Aylmer tells Georgiana upfront what removing her birthmark would mean to him. He claims to remove her mark would be a greater achievement than Pygmalion, a mythological figure who created the perfect woman out of clay, and that he is grateful the mark exists because it will be a great triumph for him to rid her of it. Removing the mark would allow Aylmer to make Georgiana, who is "nature's... fairest work," even more perfect. Science has become the solution to suffering—at least Aylmer believes as such.
By the end, of course, Aylmer only succeeds in destroying what he loves. He is able to remove the birthmark, but in the process he kills his wife. No matter how hard he strives, he cannot make life perfect.
Why does Aylmer detest Georgiana’s birthmark in "The Birthmark"?
Aylmer grows to detest Georgiana's birthmark, shaped like a tiny hand in the center of the left side her face, because he believes it mars her otherwise perfect beauty:
No, dearest Georgiana, you came so nearly perfect from the hand of Nature that this slightest possible defect, which we hesitate whether to term a defect or a beauty, shocks me.

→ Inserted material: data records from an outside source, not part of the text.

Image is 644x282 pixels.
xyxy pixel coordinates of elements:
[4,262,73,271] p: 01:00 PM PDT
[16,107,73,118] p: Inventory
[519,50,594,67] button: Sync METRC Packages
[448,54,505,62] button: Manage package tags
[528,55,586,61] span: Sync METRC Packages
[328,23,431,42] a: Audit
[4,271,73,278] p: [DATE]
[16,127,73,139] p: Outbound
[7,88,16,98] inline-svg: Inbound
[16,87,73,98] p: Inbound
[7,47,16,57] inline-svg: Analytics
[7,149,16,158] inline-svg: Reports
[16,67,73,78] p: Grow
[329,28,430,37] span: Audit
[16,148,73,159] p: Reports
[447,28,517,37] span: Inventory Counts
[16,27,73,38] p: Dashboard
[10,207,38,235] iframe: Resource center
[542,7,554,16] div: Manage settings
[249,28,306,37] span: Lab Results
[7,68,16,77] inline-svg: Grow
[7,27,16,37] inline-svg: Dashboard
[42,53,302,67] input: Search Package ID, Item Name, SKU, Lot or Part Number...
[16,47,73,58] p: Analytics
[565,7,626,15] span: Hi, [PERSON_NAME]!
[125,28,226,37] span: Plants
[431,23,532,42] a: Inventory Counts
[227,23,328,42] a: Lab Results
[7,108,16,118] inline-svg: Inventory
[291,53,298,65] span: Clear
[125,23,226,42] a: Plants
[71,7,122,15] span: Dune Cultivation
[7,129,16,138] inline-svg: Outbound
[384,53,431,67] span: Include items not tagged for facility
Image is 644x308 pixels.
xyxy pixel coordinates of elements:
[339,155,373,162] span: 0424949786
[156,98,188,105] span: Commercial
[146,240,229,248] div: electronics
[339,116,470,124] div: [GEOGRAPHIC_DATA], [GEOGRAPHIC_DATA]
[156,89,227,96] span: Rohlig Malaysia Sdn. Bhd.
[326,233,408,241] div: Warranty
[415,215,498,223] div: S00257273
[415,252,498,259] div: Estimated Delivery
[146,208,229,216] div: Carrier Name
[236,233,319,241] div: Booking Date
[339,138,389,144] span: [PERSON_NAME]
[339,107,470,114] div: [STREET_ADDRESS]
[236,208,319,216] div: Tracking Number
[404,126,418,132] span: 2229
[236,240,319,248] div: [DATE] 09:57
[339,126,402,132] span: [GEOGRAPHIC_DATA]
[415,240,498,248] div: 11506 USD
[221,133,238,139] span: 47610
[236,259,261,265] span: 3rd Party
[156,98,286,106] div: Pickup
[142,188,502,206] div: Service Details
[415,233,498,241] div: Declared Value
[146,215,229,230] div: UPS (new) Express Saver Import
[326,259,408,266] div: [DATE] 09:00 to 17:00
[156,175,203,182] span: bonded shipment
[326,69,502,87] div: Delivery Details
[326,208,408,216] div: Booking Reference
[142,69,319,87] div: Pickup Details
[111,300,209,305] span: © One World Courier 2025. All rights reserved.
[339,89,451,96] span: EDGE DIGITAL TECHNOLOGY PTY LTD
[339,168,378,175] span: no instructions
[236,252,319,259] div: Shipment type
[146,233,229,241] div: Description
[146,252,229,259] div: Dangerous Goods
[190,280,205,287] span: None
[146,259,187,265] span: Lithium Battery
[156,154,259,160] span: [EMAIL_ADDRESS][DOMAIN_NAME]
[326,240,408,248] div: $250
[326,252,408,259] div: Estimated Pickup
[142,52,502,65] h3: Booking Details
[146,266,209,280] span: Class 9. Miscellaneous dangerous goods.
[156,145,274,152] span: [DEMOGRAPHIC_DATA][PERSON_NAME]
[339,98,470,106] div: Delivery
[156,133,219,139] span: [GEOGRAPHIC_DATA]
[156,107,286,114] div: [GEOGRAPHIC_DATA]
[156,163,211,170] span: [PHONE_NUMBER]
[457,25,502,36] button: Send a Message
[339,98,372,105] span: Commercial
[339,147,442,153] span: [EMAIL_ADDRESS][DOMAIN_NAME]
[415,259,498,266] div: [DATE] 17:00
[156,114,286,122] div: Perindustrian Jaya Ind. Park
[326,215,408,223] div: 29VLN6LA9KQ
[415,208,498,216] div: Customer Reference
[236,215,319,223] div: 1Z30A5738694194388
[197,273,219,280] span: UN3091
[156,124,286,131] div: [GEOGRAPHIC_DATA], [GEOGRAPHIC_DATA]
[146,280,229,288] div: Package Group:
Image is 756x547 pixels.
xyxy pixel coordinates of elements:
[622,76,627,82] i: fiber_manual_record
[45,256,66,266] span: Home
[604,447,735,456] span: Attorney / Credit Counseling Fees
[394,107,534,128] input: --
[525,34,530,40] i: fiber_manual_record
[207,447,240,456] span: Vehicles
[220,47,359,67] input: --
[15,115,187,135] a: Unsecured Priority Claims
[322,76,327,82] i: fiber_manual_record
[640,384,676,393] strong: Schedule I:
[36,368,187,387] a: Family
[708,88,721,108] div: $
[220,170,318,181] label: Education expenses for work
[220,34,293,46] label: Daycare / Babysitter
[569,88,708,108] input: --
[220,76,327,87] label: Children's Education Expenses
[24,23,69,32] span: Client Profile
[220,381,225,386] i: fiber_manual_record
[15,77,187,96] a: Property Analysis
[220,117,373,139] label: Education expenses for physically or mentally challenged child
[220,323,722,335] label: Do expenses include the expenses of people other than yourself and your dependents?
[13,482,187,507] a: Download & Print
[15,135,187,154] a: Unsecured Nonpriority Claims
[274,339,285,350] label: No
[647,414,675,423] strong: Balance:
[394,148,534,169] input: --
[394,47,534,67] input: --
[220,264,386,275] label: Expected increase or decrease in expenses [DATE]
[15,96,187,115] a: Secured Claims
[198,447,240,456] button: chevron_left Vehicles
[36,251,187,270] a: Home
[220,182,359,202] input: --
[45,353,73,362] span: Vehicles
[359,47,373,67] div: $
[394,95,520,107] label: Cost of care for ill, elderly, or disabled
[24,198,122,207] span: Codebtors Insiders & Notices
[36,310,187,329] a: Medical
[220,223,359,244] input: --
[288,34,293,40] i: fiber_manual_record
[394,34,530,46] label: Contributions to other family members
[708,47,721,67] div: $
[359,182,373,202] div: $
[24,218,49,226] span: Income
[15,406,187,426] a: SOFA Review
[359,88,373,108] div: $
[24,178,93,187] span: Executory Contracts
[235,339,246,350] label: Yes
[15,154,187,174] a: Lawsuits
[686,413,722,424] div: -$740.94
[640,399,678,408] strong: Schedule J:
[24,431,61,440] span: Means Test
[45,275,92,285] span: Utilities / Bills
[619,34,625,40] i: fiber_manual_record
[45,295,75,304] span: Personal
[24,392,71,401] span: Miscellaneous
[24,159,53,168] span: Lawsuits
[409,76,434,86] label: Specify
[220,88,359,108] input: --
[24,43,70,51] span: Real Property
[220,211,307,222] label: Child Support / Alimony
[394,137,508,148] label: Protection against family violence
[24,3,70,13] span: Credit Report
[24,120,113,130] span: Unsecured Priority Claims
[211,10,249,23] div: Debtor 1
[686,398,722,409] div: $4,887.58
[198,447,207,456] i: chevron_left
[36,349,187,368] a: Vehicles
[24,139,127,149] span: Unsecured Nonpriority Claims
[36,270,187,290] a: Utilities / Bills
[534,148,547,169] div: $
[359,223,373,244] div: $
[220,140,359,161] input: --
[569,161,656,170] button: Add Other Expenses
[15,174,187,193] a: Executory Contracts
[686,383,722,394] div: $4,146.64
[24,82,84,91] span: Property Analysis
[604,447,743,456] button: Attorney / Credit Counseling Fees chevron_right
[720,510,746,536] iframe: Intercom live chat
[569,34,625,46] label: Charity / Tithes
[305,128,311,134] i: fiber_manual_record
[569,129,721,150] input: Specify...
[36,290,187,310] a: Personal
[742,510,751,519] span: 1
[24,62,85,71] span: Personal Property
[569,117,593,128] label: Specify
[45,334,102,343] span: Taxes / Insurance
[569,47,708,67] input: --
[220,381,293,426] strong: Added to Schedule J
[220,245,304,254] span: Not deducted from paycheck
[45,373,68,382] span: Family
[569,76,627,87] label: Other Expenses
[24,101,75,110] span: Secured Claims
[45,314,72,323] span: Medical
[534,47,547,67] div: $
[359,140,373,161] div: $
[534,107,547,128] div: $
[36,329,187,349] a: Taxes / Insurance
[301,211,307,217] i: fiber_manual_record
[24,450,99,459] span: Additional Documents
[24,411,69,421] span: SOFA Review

He says it would not bother him so much if on a less attractive person—and he feels he might even find it charming in such a case—but
seeing her otherwise so perfect, he found this one defect grow more and more intolerable with every moment of their united lives.

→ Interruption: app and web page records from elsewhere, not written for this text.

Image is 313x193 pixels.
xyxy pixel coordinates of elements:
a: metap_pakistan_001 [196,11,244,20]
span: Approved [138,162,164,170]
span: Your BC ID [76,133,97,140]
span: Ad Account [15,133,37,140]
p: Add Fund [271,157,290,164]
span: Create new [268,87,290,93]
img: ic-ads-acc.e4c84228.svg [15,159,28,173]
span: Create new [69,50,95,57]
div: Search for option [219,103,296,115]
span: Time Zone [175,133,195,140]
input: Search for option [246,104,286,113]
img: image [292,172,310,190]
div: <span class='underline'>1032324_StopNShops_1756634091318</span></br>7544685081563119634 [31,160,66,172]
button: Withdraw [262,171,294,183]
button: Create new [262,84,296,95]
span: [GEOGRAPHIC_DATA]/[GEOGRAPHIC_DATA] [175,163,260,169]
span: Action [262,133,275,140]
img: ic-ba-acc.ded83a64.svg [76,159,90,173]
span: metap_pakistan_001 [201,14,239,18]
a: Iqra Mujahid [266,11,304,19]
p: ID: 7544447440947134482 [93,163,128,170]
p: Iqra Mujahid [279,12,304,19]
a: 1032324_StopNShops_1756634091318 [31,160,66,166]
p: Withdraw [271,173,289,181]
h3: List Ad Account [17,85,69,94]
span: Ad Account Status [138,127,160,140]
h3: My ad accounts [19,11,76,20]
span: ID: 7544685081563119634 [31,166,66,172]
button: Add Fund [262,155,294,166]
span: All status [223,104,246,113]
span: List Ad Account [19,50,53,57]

The narrator calls the birthmark evidence of nature's way of always adding a touch of imperfection to every natural form. However, as a scientist, Aylmer believes he can improve on nature, bending it to his will and making it perfect.
Because he has "sombre" imagination, he becomes obsessed with the birthmark. It magnifies in his mind until it is "frightful" to him and seems to obliterate the rest of his wife's beauty.
This obsession reveals that Aylmer has a strong desire for control. He is an idealist who finds it impossible to be satisfied with imperfection. Worse, he is utterly convinced of his power as a scientist to achieve perfection over nature, in this case by cutting away the birthmark from his wife's cheek. When Georgiana is finally distressed enough to ask her husband if something can be done, he is ready for her, saying:
I feel myself fully competent to render this dear cheek as faultless as its fellow; and then, most beloved, what will be my triumph when I shall have corrected what Nature left imperfect in her fairest work!
He is, as he states, interested primarily in showing he can triumph over nature. In trying to make his wife flawless, however, Aylmer ends up killing her, showing the arrogance of trying to achieve perfection.